My hand moved along the arrayed needles until I reached the smallest of them all, the one I was careful never to use when I was sewing. I pulled it from its pocket.
‘This is what Calidris gave me,’ I said, holding the needle up for inspection. It glimmered in the wavering candlelight. ‘It looks like the others, but it is not the same. Calidris placed an enchantment on this needle. It is blood-bound.’
‘I am unfamiliar with the notion,’ Cirlus admitted.
‘So was I, until it was explained. It is magical cunning. Calidris knew he must make himself difficult to find - that is why he went into the world, to smother himself with the dull minds of ordinary men. But his wisdom told him that there might come a time when the Kingdom had dire need of him again, a crisis so grave that Calidris must once more work his magic to save us.’
‘Calidris’s magic nearly tore the world in two,’ Daubenton said, the colour gone from his face. I felt the same way.

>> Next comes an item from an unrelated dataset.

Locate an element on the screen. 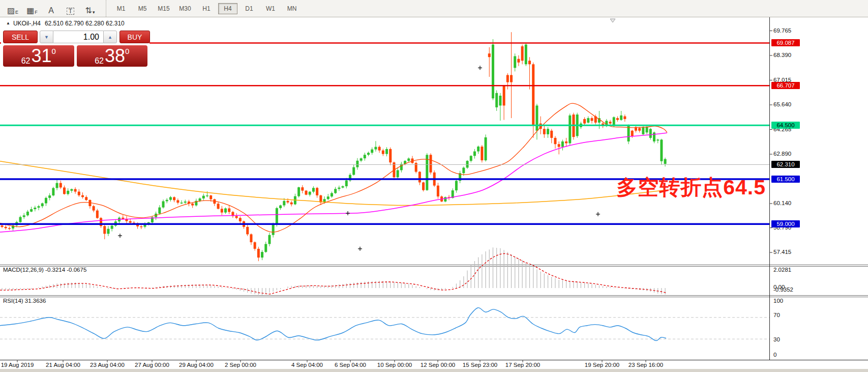 This screenshot has width=868, height=372. toolbar: ▨E▦FAT⇅▾ M1M5M15M30H1H4D1W1MN is located at coordinates (434, 9).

Calidris’s dark talents had opened a mouth into hell.
‘Then it may be magic powerful enough to hold the world in one piece, when something else would rip it asunder. Calidris knew this: he’s no fool, and no one in the Kingdom has a firmer appreciation of the risks of magic. But still he gave me this blood-bound needle. With it, I may summon him again. I have only to prick my skin, to draw a bead of blood, and Calidris will hear my call.’
‘How?’
‘An invisible needle will stab into his finger and draw his blood. When the needle pricks, he will turn his gaze towards the Palace of Clouds and know that I have need of him.’
‘You would do this?’ Cirlus asked.
‘There is no other way,’ Daubenton said.
‘You did not sound so certain a moment ago,’ I said.